[Taxacom] The future of taxonomy
Kenneth Kinman
kennethkinman at webtv.net
Wed Feb 18 21:24:36 CST 2009
Hi Richard,
Yes, I agree that it is "importunate homage" to strictly cladistic
nomenclature, and also that wonderful opportunities are therefore being
missed. But this is not too surprising given that so much funding
passes through a few narrow channels in Washington D.C., and "strict
cladism" has been rewarded for decades through those channels. Not at
all surprising that government-backed projects like NCBI, Tree of Life,
and so on, perpetuate the myth that paraphyly is bad, because those who
perpetuate it are continually rewarded for doing so.
Those who raise warnings of future problems in such an extreme
approach are not rewarded. Perhaps that is why our economy is now in
shambles. It now seems obvious that Washington D.C. and New York also
followed the money in the excesses of financial investment. Not that I
think that strict cladists are generally that greedy, but I believe it
has had a long term effect on who gets published and promoted (and
therefore in control of future funding), and over several decades it has
gotten us to this point. The whistleblowers are always ignored until
the damage is done. Those who finally get fed up with it all generally
just leave the profession.
Just when the problems associated with the excesses of cladistic
(phylogenetic) taxonomy become more apparent is uncertain. So far, those
problems have been largely masked by the advances produced by cladistic
analysis (which can be quite productive when done correctly). The big
problem is that some cladistic analysis is excellent, while some of it
is frankly garbage. When the garbage gets directly translated into
classification, you get garbage ("unstable") classification. It's a bit
like the "PR" of calling a food "natural", even if it is really
unhealthy and full of unnatural chemicals, causing cancer, diabetes,
obesity, and other maladies. The garbage gets lumped in with good
stuff.
Frankly, I have reach the point where I pick my battles very
carefully: namely, those major paraphyletic taxa that are most
important to the long term stablility of taxonomy. As for something
like genus Drosophila, the best we can probably do is to encourage a
slight expansion, rather than a splitting process which has no certain
end in sight. At this point, it is still mainly damage control until
the damage becomes glaringly apparent to those in control of the
funding.
----------Ken Kinman
*************************************************
Richard Zander wrote:
Actually, paraphyly of Drosophila is not a problem but a wonderful
opportunity to examine descent with modification of taxa. Clearly the
paraphyletic group is the ancestor of the autophyletic taxa.
It is only an importunate homage to the sister-group analytic method
that enforces strict phylogenetic monophyly (holophyly) in modern
classifications, splitting, excising, or reducing in rank taxa that
should have unique evolutionary traits flagged at a proper level in
classification. Because ancestor-descendant relationships are not
recognized in phylogenetic classification, phylogeneticists are
destroying more evolutionary information than creationists and
intelligent design ever will.
I've said this elsewhere, so far to no effect.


### PROBLEM STATEMENT
The answer must reproduce every record exactly, with all pictures omitted.

INPUT FOR THIS TASK Start Marker

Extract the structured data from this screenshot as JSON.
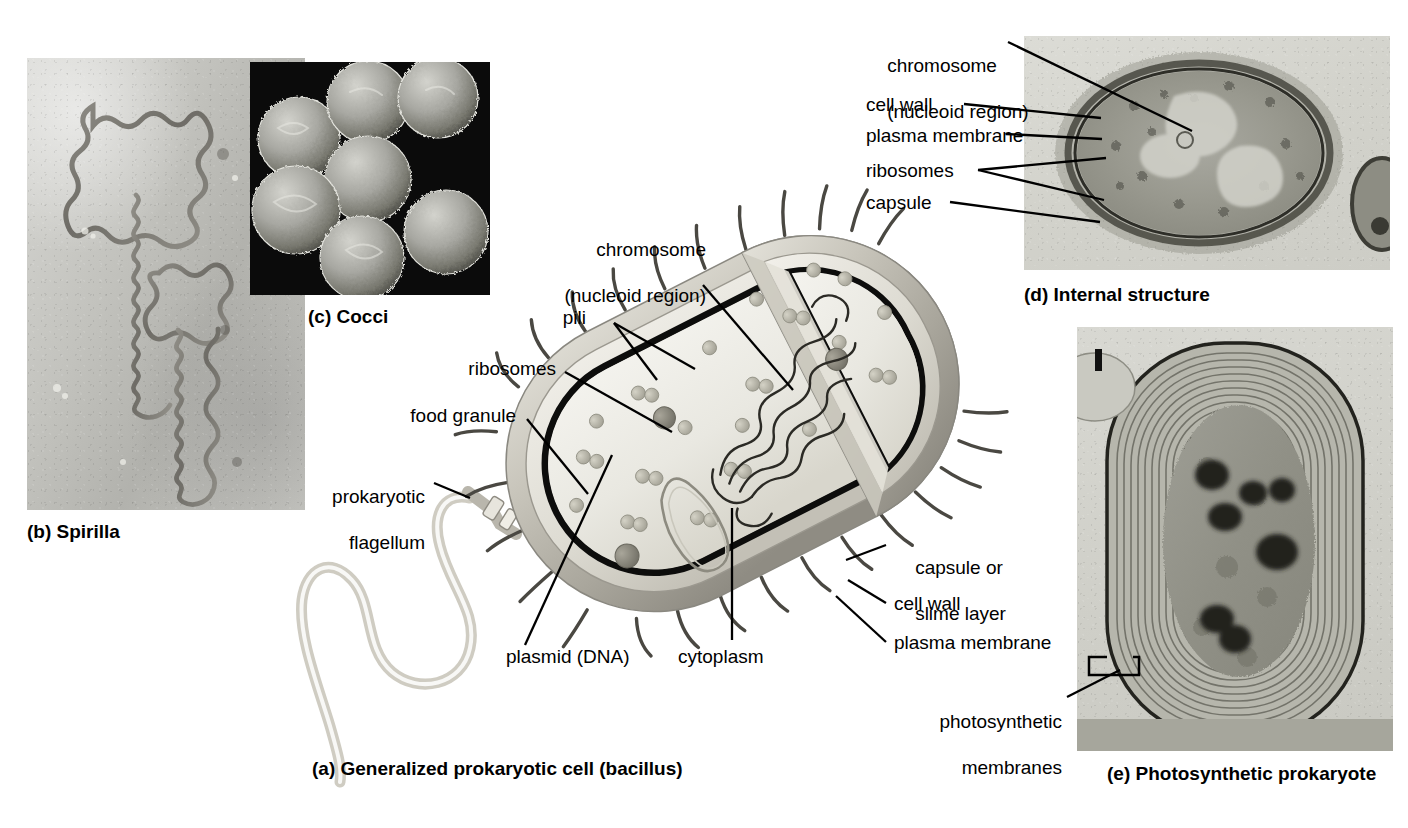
{
  "figure": {
    "background_color": "#ffffff"
  },
  "panels": [
    {
      "id": "a",
      "caption": "(a) Generalized prokaryotic cell (bacillus)",
      "kind": "illustration"
    },
    {
      "id": "b",
      "caption": "(b) Spirilla",
      "kind": "micrograph"
    },
    {
      "id": "c",
      "caption": "(c) Cocci",
      "kind": "micrograph"
    },
    {
      "id": "d",
      "caption": "(d) Internal structure",
      "kind": "micrograph"
    },
    {
      "id": "e",
      "caption": "(e) Photosynthetic prokaryote",
      "kind": "micrograph"
    }
  ],
  "panel_a": {
    "caption": "(a) Generalized prokaryotic cell (bacillus)",
    "labels": {
      "chromosome_line1": "chromosome",
      "chromosome_line2": "(nucleoid region)",
      "pili": "pili",
      "ribosomes": "ribosomes",
      "food_granule": "food granule",
      "flagellum_line1": "prokaryotic",
      "flagellum_line2": "flagellum",
      "plasmid": "plasmid (DNA)",
      "cytoplasm": "cytoplasm",
      "capsule_line1": "capsule or",
      "capsule_line2": "slime layer",
      "cell_wall": "cell wall",
      "plasma_membrane": "plasma membrane"
    }
  },
  "panel_b": {
    "caption": "(b) Spirilla"
  },
  "panel_c": {
    "caption": "(c) Cocci"
  },
  "panel_d": {
    "caption": "(d) Internal structure",
    "labels": {
      "chromosome_line1": "chromosome",
      "chromosome_line2": "(nucleoid region)",
      "cell_wall": "cell wall",
      "plasma_membrane": "plasma membrane",
      "ribosomes": "ribosomes",
      "capsule": "capsule"
    }
  },
  "panel_e": {
    "caption": "(e) Photosynthetic prokaryote",
    "labels": {
      "photosynthetic_line1": "photosynthetic",
      "photosynthetic_line2": "membranes"
    }
  },
  "colors": {
    "text": "#000000",
    "leader_line": "#000000",
    "capsule_outer": "#b9b6ad",
    "cell_wall": "#d3d0c6",
    "plasma_membrane": "#111111",
    "cytoplasm": "#e8e7df",
    "ribosome": "#b4b2a6",
    "nucleoid": "#555249",
    "flagellum": "#cfccc2",
    "micrograph_black": "#0b0b0b"
  }
}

INPUT FOR THIS TASK End Marker

### PROBLEM SOLUTION
Extract the structured data from this screenshot as JSON.
{
  "figure": {
    "background_color": "#ffffff"
  },
  "panels": [
    {
      "id": "a",
      "caption": "(a) Generalized prokaryotic cell (bacillus)",
      "kind": "illustration"
    },
    {
      "id": "b",
      "caption": "(b) Spirilla",
      "kind": "micrograph"
    },
    {
      "id": "c",
      "caption": "(c) Cocci",
      "kind": "micrograph"
    },
    {
      "id": "d",
      "caption": "(d) Internal structure",
      "kind": "micrograph"
    },
    {
      "id": "e",
      "caption": "(e) Photosynthetic prokaryote",
      "kind": "micrograph"
    }
  ],
  "panel_a": {
    "caption": "(a) Generalized prokaryotic cell (bacillus)",
    "labels": {
      "chromosome_line1": "chromosome",
      "chromosome_line2": "(nucleoid region)",
      "pili": "pili",
      "ribosomes": "ribosomes",
      "food_granule": "food granule",
      "flagellum_line1": "prokaryotic",
      "flagellum_line2": "flagellum",
      "plasmid": "plasmid (DNA)",
      "cytoplasm": "cytoplasm",
      "capsule_line1": "capsule or",
      "capsule_line2": "slime layer",
      "cell_wall": "cell wall",
      "plasma_membrane": "plasma membrane"
    }
  },
  "panel_b": {
    "caption": "(b) Spirilla"
  },
  "panel_c": {
    "caption": "(c) Cocci"
  },
  "panel_d": {
    "caption": "(d) Internal structure",
    "labels": {
      "chromosome_line1": "chromosome",
      "chromosome_line2": "(nucleoid region)",
      "cell_wall": "cell wall",
      "plasma_membrane": "plasma membrane",
      "ribosomes": "ribosomes",
      "capsule": "capsule"
    }
  },
  "panel_e": {
    "caption": "(e) Photosynthetic prokaryote",
    "labels": {
      "photosynthetic_line1": "photosynthetic",
      "photosynthetic_line2": "membranes"
    }
  },
  "colors": {
    "text": "#000000",
    "leader_line": "#000000",
    "capsule_outer": "#b9b6ad",
    "cell_wall": "#d3d0c6",
    "plasma_membrane": "#111111",
    "cytoplasm": "#e8e7df",
    "ribosome": "#b4b2a6",
    "nucleoid": "#555249",
    "flagellum": "#cfccc2",
    "micrograph_black": "#0b0b0b"
  }
}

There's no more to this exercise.